In the middle of Kiran's village, where four dusty lanes met, grew the
biggest tree anyone had ever seen.
It was a peepul — an Ashvattha — and nobody knew how old it was. Its trunk
was so wide that Kiran and four of his friends, holding hands, could not
reach all the way around it. Its branches spread out like a green roof over
the whole crossroads, and its heart-shaped leaves never stopped moving, even
when there was no wind at all. They trembled and whispered and flashed silver,
as if the tree were always quietly talking.
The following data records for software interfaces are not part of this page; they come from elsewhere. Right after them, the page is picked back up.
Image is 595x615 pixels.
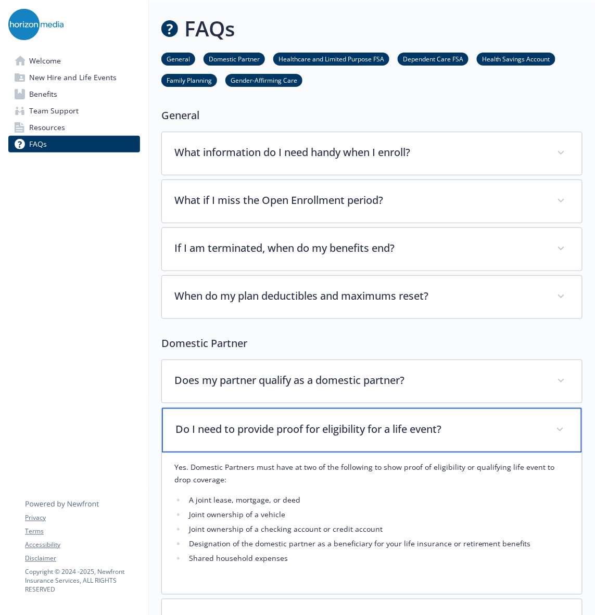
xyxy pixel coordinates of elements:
div: What information do I need handy when I enroll? [162,132,582,175]
div: Do I need to provide proof for eligibility for a life event? [162,408,582,453]
div: When do my plan deductibles and maximums reset? [162,276,582,318]
p: Copyright © 2024 - 2025 , Newfront Insurance Services, ALL RIGHTS RESERVED [25,568,139,594]
a: Dependent Care FSA [398,54,468,63]
a: General [161,54,195,63]
a: Healthcare and Limited Purpose FSA [273,54,389,63]
a: Health Savings Account [477,54,555,63]
p: When do my plan deductibles and maximums reset? [174,288,544,304]
span: Resources [29,119,65,136]
a: Gender-Affirming Care [225,75,302,85]
a: Domestic Partner [203,54,265,63]
a: Terms [25,527,139,536]
p: General [161,108,582,123]
a: FAQs [8,136,140,152]
a: Team Support [8,102,140,119]
a: Resources [8,119,140,136]
a: Privacy [25,514,139,523]
p: Domestic Partner [161,336,582,351]
p: Does my partner qualify as a domestic partner? [174,373,544,388]
li: Joint ownership of a vehicle [186,509,569,521]
a: Disclaimer [25,554,139,563]
a: Benefits [8,86,140,102]
li: A joint lease, mortgage, or deed [186,494,569,507]
li: Designation of the domestic partner as a beneficiary for your life insurance or retirement benefits [186,538,569,550]
span: Benefits [29,86,57,102]
div: Does my partner qualify as a domestic partner? [162,360,582,403]
p: Yes. Domestic Partners must have at two of the following to show proof of eligibility or qualifyi... [174,461,569,486]
li: Shared household expenses [186,553,569,565]
span: Team Support [29,102,79,119]
a: Accessibility [25,541,139,550]
p: Do I need to provide proof for eligibility for a life event? [175,421,543,437]
div: Do I need to provide proof for eligibility for a life event? [162,453,582,594]
span: FAQs [29,136,47,152]
div: What if I miss the Open Enrollment period? [162,180,582,223]
p: What if I miss the Open Enrollment period? [174,193,544,208]
a: New Hire and Life Events [8,69,140,86]
a: Welcome [8,53,140,69]
span: Welcome [29,53,61,69]
div: If I am terminated, when do my benefits end? [162,228,582,271]
span: New Hire and Life Events [29,69,117,86]
p: What information do I need handy when I enroll? [174,145,544,160]
li: Joint ownership of a checking account or credit account [186,523,569,536]
a: Family Planning [161,75,217,85]
p: If I am terminated, when do my benefits end? [174,240,544,256]
h1: FAQs [184,13,235,44]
Kiran loved that tree more than any other thing in the village. So one
evening he asked Thatha why everyone gathered there.
Thatha looked up from the cloth he was painting — a tree, as it happened,
with a god seated beneath it. "Watch tomorrow," he said. "And tell me what
you see."
So Kiran watched. In the cool of the morning, old men came to sit in the
tree's shade and argue happily about the news. By midday, the vegetable
sellers spread their baskets between its roots. In the afternoon, mothers
rested there with sleeping babies, and Kiran's own friends climbed its lower
branches and dropped down laughing. At dusk, a wandering singer with a small
drum sat against the trunk and sang stories of the gods, and a crowd gathered
to listen until the stars came out. Even the parrots and the squirrels and a
family of mynahs all lived in its branches.
"It's like the whole village lives around it," Kiran told Thatha that night,
amazed.
"That is why the old people call it the king of trees," Thatha said. "Krishna
says of all trees, he is the Ashvattha. Think of what it gives — shade for the
tired, fruit for the birds, a place for stories, a roof for the whole
crossroads. It asks for nothing and gives all day long." He pointed his pen
at Kiran. "And that wandering singer who sat beneath it tonight? Long ago
there was a sage like that named Narada, who walked the whole universe with
a tune on his lips, telling everyone everywhere about God. Of all such sages,
Krishna says, he is Narada."
Kiran fell asleep thinking of the great tree at the crossroads, its silver
leaves whispering in the dark, gathering the whole village under its arms —
and of the One who, Thatha said, was somehow the greatness in it all.